In late May 2023, Foxy had her DRB hearing:
I went in a room with all the higher-ups at this prison and through the Internet I spoke with people at CDCR headquarters in Sacramento. That’s what I’ve been waiting a year-and-a-half for. My character was assassinated. They read off a bunch of confidential information from other prisoners, which is people’s opinions, they read it like it was fact. They turned me into somebody that was running wild and committing every atrocity you can imagine. When they were done reading off the confidential information, they asked me if I had a statement. And I tried to highlight facts and things that were positive like the glaring issue of me being put in the hole, having run away from someone on camera. And how that situation turned into me being back here with a million write-ups and sitting back here for two years. They weren’t receptive to any of it. Basically, their decision was to keep me in segregation for at least another year. They’re sending me to a long-term segregation unit. It’s not in this prison. They are going to send me to CIW and I’m going to sit down there in their long-term restricted housing.

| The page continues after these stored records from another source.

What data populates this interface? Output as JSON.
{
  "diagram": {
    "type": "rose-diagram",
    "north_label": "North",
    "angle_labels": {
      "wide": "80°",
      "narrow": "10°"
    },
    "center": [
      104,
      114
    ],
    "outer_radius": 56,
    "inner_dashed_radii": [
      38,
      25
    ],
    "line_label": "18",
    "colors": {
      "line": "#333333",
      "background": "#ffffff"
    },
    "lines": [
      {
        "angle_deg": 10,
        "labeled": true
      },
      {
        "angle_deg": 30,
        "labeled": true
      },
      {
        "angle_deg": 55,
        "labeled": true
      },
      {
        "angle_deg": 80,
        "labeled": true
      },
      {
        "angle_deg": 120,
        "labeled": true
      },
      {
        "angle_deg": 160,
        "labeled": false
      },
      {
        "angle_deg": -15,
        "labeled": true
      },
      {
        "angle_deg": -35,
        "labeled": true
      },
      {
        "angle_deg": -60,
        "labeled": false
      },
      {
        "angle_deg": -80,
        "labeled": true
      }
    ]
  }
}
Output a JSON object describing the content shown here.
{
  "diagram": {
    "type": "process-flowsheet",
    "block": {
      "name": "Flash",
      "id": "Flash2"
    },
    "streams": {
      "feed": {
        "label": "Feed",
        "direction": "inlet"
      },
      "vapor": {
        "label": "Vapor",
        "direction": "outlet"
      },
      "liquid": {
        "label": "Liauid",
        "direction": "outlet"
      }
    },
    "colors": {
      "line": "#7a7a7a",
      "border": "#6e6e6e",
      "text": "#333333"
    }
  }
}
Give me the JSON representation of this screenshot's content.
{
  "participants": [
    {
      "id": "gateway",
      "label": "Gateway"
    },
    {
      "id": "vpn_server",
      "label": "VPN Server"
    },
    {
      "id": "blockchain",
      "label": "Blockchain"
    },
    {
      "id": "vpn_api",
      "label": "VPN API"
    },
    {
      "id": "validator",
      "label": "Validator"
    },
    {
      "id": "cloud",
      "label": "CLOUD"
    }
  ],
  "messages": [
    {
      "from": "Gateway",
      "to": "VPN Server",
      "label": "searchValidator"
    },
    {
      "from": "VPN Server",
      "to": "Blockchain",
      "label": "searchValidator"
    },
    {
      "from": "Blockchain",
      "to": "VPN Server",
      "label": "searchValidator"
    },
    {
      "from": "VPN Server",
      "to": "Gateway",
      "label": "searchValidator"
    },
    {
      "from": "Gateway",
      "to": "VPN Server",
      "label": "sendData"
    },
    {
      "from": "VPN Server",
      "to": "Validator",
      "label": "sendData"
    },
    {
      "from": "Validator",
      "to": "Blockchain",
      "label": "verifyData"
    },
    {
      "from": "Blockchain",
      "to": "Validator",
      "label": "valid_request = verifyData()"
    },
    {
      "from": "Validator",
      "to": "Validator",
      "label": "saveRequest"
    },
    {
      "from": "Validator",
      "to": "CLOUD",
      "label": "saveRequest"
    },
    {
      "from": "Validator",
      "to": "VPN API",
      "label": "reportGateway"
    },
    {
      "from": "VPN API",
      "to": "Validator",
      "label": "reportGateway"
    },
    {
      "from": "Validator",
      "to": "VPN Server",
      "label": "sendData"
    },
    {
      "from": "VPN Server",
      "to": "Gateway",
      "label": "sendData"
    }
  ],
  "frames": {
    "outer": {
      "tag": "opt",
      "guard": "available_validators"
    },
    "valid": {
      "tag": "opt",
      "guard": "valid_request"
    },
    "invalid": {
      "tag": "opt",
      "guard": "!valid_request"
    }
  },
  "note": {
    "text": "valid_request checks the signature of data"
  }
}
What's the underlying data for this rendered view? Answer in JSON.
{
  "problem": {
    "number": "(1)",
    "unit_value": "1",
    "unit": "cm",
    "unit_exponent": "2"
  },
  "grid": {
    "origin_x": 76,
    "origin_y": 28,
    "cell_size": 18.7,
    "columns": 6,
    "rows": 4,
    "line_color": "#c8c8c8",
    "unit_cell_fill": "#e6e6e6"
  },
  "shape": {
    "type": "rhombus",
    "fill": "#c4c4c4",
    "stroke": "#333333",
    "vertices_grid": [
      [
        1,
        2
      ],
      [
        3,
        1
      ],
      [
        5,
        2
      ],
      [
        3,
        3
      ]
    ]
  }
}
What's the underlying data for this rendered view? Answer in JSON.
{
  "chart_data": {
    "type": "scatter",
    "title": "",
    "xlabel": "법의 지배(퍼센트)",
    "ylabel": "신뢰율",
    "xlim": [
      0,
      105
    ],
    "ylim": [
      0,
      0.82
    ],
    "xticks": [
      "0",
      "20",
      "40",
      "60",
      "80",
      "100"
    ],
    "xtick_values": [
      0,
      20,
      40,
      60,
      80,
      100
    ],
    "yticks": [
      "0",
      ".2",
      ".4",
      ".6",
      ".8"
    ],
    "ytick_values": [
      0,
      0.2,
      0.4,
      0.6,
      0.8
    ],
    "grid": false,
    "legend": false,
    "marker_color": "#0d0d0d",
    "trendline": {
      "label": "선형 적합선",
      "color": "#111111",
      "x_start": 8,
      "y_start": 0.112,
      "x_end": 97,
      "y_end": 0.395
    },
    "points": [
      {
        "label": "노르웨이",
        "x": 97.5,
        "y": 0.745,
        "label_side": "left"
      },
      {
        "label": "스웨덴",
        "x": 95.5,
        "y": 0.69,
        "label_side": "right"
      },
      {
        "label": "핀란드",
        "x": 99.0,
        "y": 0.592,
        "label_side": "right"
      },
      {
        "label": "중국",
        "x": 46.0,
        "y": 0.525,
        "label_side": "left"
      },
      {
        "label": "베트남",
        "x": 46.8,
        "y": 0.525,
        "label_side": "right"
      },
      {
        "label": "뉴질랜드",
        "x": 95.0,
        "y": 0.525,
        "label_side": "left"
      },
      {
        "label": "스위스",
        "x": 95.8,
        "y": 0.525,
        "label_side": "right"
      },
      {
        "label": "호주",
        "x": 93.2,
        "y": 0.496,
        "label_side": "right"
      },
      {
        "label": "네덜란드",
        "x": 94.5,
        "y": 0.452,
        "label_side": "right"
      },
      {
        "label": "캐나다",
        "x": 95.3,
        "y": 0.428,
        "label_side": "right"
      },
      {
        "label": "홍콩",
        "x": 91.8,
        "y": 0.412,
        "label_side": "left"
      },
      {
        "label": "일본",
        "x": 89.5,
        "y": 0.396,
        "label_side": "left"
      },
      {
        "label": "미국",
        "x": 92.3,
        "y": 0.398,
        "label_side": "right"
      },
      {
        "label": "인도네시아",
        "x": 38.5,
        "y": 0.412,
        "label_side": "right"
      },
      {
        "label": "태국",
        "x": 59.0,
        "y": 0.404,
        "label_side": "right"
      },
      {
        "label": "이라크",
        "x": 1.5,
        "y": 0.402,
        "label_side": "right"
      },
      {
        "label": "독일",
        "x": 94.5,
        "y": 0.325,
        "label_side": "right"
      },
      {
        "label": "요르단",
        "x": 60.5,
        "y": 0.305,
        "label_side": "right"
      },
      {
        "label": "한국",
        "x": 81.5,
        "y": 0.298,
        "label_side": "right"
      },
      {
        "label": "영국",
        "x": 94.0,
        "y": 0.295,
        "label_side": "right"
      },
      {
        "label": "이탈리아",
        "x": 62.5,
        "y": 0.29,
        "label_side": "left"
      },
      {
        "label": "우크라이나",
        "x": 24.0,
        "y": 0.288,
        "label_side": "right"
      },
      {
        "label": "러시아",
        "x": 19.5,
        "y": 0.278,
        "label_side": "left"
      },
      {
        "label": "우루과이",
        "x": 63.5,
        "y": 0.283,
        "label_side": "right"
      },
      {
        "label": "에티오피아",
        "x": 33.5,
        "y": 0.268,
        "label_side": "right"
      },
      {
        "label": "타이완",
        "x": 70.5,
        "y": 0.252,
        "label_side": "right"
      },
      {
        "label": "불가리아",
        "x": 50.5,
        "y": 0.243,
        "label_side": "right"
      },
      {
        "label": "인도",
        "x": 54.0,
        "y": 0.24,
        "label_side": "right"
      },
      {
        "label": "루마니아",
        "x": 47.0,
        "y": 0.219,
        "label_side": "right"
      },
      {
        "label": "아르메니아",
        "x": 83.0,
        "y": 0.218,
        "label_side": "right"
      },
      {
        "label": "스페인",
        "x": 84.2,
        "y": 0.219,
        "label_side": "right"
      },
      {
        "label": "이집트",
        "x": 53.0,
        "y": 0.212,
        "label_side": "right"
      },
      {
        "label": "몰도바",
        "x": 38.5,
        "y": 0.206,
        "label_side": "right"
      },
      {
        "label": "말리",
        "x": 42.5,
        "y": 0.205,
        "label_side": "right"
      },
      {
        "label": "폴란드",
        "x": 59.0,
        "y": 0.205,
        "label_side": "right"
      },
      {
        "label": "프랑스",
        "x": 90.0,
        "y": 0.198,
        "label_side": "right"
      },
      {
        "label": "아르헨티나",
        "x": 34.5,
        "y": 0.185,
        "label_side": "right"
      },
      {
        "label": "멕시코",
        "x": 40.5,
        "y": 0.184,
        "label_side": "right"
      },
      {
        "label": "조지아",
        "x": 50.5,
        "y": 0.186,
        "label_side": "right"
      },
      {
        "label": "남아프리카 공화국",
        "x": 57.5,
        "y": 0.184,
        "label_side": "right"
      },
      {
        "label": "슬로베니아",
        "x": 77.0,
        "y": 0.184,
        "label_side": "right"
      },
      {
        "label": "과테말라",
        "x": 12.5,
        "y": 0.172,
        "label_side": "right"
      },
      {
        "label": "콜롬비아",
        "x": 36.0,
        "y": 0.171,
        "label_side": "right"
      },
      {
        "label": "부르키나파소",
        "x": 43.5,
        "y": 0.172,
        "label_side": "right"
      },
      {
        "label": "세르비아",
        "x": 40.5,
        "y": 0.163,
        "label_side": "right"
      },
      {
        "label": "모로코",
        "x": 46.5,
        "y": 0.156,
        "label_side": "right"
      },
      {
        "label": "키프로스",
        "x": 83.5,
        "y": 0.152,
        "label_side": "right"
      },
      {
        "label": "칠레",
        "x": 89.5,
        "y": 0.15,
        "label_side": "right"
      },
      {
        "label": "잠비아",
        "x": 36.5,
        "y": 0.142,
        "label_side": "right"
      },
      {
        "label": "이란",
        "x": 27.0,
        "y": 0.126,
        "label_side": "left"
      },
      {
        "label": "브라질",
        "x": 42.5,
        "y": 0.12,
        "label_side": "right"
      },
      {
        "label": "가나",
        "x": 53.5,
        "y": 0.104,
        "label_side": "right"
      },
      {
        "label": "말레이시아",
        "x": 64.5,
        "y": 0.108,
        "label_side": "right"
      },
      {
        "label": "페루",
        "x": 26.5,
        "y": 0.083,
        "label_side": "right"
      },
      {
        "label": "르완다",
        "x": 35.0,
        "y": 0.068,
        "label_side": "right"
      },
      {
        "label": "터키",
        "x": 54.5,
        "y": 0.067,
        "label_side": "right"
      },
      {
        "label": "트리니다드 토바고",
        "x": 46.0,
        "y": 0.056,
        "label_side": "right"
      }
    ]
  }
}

They wove 95 percent of these confidential write ups that were exaggerated in with a couple of things that are true. I have to take responsibility for being disrespectful and having a lot of issues with staff. I had a write-up for possessing weapons back here in segregation, which is absurd. They found a paperclip and a screw in my cell. Yes, it’s contraband, but it’s trash, it was just garbage in my cell. That’s the kind of thing they were blowing out of proportion back then. Then they kept bringing up sexual misconduct while I was in segregation, alone, which is ridiculous. Trying to negate all of that information in the moment, sitting in front of all those officials at the DRB, was basically impossible. Even if I had committed all these things, you’re supposed to be in AdSeg for finite punishment, a couple of months – which is how it goes for most cisgender woman. I haven’t had a write-up in over a year and a half. I tried to highlight that. None of it mattered I’m just so defeated. It crushes my spirit. I thought it would either black or white, that they’d either demonize me and send me back to men’s prison, which would have been terrible, or they’d release me to the general population. But they found a gray area.
At the end, the lady who ran the whole review said she wanted me to remain in my gender-based housing, and she wanted me to be successful. They’re speaking along these lines, but they’re not giving me the tools to achieve that. How do I achieve success if you keep me segregated? Since segregation isn’t a finite punishment for something specific, they called it administrative, which means they can choose to do it because they feel like it. There’s no release date, but I will be reviewed every six months.
Foxy was sent soon after to the Psychiatric Services Unit at CIW – long-term restricted housing for people at the Enhanced Outpatient Program level of mental health care. She lost all access to phone calls and emails but in a letter on September 26, 2023, said she was “still being held alone with no release date.”